Lash is among a small number of Mainers who have led longrunning individual projects saving and sharing local heirloom seeds. But the savers are getting older, and seeds are often only viable for a few years. That makes it even more important that they get in the hands of those who can keep growing them.
“As this generation gets older, unless there’s a new generation to pick up the folkways and old ways, as well as how to save [seeds], it’s a tragedy,” Lash said.
To draw in the next generation, members of the old guard are trying something new: organizing regular potlucks and community events to share the stories of seeds and teach people how to save them.
Some types of seeds will be lost regardless, according to members of the new, growing Maine Heirloom Seed Working Group. But they’re hopeful that many will be preserved and become part of the state’s culture again through a more intentional community movement than Maine has ever had before.

In many cases, non-heirloom seeds that are now available to buy are hybrids that must be specifically pollinated to reproduce.

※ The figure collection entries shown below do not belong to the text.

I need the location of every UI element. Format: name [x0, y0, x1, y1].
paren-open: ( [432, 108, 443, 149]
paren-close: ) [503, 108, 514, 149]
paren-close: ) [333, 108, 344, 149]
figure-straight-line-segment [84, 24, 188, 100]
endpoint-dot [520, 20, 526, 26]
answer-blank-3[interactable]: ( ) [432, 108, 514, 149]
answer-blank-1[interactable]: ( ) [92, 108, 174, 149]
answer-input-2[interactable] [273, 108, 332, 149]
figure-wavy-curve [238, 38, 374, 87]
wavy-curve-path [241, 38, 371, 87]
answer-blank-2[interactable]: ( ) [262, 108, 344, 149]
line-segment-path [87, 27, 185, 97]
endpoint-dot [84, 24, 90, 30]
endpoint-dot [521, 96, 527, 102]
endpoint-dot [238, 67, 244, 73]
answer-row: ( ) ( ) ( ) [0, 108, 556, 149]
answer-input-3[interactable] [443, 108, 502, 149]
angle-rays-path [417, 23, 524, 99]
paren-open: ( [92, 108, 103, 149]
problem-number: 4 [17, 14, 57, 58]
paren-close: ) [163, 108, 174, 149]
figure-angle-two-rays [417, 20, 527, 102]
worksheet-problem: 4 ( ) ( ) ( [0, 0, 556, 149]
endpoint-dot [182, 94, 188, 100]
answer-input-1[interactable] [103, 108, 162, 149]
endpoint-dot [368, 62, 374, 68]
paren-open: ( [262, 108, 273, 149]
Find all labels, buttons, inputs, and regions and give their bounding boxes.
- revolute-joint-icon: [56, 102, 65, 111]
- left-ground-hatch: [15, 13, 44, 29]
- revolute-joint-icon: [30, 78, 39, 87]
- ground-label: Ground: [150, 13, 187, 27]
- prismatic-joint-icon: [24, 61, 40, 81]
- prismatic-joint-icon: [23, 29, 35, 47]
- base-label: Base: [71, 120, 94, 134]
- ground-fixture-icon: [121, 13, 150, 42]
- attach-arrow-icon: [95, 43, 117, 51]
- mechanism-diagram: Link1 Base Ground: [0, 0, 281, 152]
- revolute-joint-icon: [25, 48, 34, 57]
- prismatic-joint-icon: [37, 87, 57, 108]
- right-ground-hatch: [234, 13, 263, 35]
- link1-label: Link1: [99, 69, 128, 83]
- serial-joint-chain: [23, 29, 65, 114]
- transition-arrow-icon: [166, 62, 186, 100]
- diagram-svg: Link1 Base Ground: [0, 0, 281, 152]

But heirloom seeds have been passed down through generations, with properties such as being “open pollinated,” meaning they can reproduce naturally, and “true to type,” meaning they’ll grow with the same characteristics as the parent plant.
They can be easier for self-sufficient farmers and gardeners to save, said Viña Lindley, a home horticulture educator for the University of Maine Cooperative Extension in several midcoast counties.

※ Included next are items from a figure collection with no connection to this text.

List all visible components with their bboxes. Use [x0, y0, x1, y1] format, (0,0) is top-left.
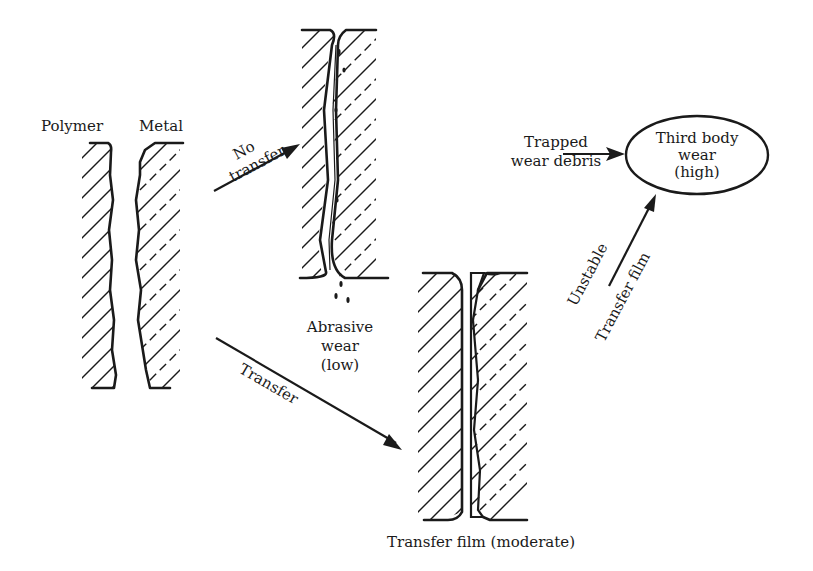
arrowhead-icon	[644, 194, 656, 212]
transfer-film-layer	[471, 273, 484, 517]
unstable-transfer-film-transition: Unstable Transfer film	[564, 194, 656, 345]
abrasive-wear-label-line3: (low)	[321, 356, 359, 374]
metal-label: Metal	[139, 117, 183, 135]
transfer-film-label: Transfer film (moderate)	[387, 533, 575, 551]
abrasive-wear-label-line2: wear	[321, 337, 360, 355]
transfer-label: Transfer	[236, 360, 302, 409]
unstable-label: Unstable	[564, 240, 612, 309]
third-body-wear-label-line1: Third body	[656, 129, 739, 147]
polymer-label: Polymer	[41, 117, 104, 135]
abrasive-wear-label-line1: Abrasive	[306, 318, 374, 336]
initial-state-group: Polymer Metal	[41, 110, 200, 440]
metal-block	[130, 110, 200, 440]
transfer-arrow	[216, 338, 396, 443]
third-body-wear-label-line2: wear	[678, 146, 717, 164]
third-body-wear-state: Third body wear (high)	[626, 116, 768, 194]
third-body-wear-label-line3: (high)	[674, 163, 719, 181]
transfer-film-state: Transfer film (moderate)	[387, 230, 575, 560]
transfer-transition: Transfer	[216, 338, 402, 450]
wear-mechanism-diagram: Polymer Metal	[0, 0, 813, 571]
no-transfer-transition: No transfer	[214, 125, 300, 191]
abrasive-wear-state: Abrasive wear (low)	[290, 0, 395, 374]
polymer-block	[60, 110, 130, 440]
trapped-debris-source: Trapped wear debris	[511, 133, 625, 170]
trapped-debris-label-line1: Trapped	[524, 133, 588, 151]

Heirlooms are also adapted to the growing challenges unique to the area they came from, such as cold winters or clay soils. More diversity in plant genetics — which an abundance of heirlooms helps to provide — also makes the food supply overall more resistant to threats such as weather events or unexpected pests.

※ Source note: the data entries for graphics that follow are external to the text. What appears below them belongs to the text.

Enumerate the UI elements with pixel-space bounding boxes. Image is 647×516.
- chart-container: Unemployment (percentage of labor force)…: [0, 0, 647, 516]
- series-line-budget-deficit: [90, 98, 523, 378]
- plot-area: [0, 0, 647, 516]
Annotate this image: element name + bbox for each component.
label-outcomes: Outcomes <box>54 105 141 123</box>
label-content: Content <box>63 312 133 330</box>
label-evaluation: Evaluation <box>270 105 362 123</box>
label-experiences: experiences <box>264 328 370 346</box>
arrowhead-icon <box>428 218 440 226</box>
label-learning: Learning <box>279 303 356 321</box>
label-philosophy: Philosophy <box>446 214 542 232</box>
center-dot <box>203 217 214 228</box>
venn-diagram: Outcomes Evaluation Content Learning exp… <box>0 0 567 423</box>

Focusing on them is also just interesting for gardeners, said Lindley, who’s working to expand seed-saving programs in her office because of local interest.
But many of Maine’s heirloom seeds are stored away in shelves or coolers, out of common use, according to Heron Breen, a seed saver from St. Albans. More than 75 percent of the edible plant varieties disappeared worldwide in the 20th century, according to the United Nations.
For about a year, Breen has been working with other longtime seed savers including Lash to organize the working group.
“Saving it does something, but it doesn’t get it back in common usage where it will thrive and people will want to use it,” he said.
So the group is focusing on community events and regular potlucks for sharing food, seeds, stories and skills. The first potluck, held in Belfast last month, drew more than 40 people spanning six decades in age.
They hope the next one on March 15 will draw more help organizing, though they’re keeping the working group structure informal to keep involvement higher.
“The seed in and of itself doesn’t really mean anything,” Breen said. But the history around it does — such as making bean hole beans and attending community bean suppers with cornbread that have helped define Maine culture. Almost every county has a signature bean variety.
Breen noted that these staples of the state of Maine originated from Indigenous traditions, and he sees the movement also including new flavors from other people who have settled here in recent decades.
Lash, the high school teacher from Waldoboro, said the group’s focus on community and stories behind the seeds is one he saw work in three decades of teaching.
Similar programs in Waldo County schools were led for years by Jon Thurston, who went on to teach there after starting the Medomak Valley program with Lash. Students at Troy Howard Middle School in Belfast have grown heirloom seeds at school and sold them to local growers for years.
This small group of “strong backs” has carried on the work for years, Breen said, and now it’s time for some new ones.
“We’re not people with trust funds or advanced technology,” he said. “We’ve just got a jar of beans.”